There are many dimensions to this case, one proving the maxim: “A man who represents himself has a fool for a lawyer.” Sullivan, representing himself, received summary judgment from the judge for failing to respond to IRS requests for evidence that Sullivan did not owe $1.2 million in back taxes. “At one point, the assigned IRS settlement officer scheduled a date for a telephone hearing; Sullivan did not call in on the appointed date, provide relevant financial documents, or provide tax returns,” according to a report in the Harvard Crimson.

Sullivan has claimed that he never made enough money to accumulate $1.2 million in taxes, but his Harvard profile states that he does sit on two corporate boards. Plus, he can command hefty speaking fees when he’s not in the classroom, including during months when the school is on summer break. He and his wife were also given a year of rent-free housing in exchange for acting as “house deans” in a Harvard undergraduate dormitory.

Lastly, Sullivan and his wife sold their home in the tony Boston suburb of Newton for over $1.8 million in 2013. If Sullivan realized a profit from this sale, it may have been subject to a capital gains tax. The IRS has rules about when a person can take the $250,000 tax exemption on the sale of a home, however, Sullivan’s residence in the Harvard apartment may have nullified the exemption.

Incidentally, thanks to his representation of Harvey Weinstein, Sullivan and his wife are no longer “house deans.” Earlier this year, the couple were fired by Harvard College due to student fury over Sullivan’s decision to work for Weinstein.

Meanwhile, down the street at Harvard Law, Sullivan retains his perch, although its website still lists him as a “house dean.”

Does Warren, who aspires to be the national scourge of the rich, have a plan for apparently wealthy tax scofflaws, including her old colleague?

In fact, a close examination of Sullivan’s 2013 house sale demonstrates how wealthy people can minimize their tax exposure by gaming the system.

If Sullivan had sold his house a year earlier (specifically in July 2012), he would have met the IRS’s test for the length of time a person must live in a home in order for any profits arising from the sale to be eligible for the capital gains exemption.

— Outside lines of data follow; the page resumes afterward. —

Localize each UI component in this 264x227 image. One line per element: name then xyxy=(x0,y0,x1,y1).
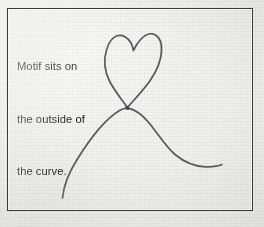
figure-screenshot: Motif sits on the outside of the curve. xyxy=(0,0,264,227)
caption-line-3: the curve. xyxy=(17,163,113,181)
caption-text: Motif sits on the outside of the curve. xyxy=(17,23,113,216)
caption-line-2: the outside of xyxy=(17,111,113,129)
caption-line-1: Motif sits on xyxy=(17,58,113,76)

This is why wealthy people pay accountants and tax lawyers. Besides providing advice on “tax avoidance” (defined by Black’s Law Dictionary as “taking advantage of legally available tax planning opportunities”), they also urge clients to file their tax returns in a timely manner, and to make all proper tax payments.

Perhaps the maxim about having a fool for a lawyer also applies to attorneys who handle their own tax liabilities. Only a fool would believe the IRS wouldn’t notice someone who didn’t file tax returns for years.

And as the Tax Court judge noted, Sullivan, as the faculty director of the Harvard Trial Advocacy Workshop, should have known that failing to submit evidence would have “adverse consequences.”

Finally, a shout-out goes to Harvard’s campus newspaper, “The Crimson,” whose writers produced straight reporting on the Sullivan debacle, despite the risk to their future employment opportunities at The New York Times and Washington Post. Bravo!

Joanne Butler was an international trade specialist at the Office of the U.S. Trade Representative and at the Foreign Agricultural Service at USDA in the George H.W. Bush administration. In the George W. Bush administration, she was a senior adviser and speechwriter at the Department of Labor.


The views and opinions expressed in this commentary are those of the author and do not reflect the official position of The Daily Caller.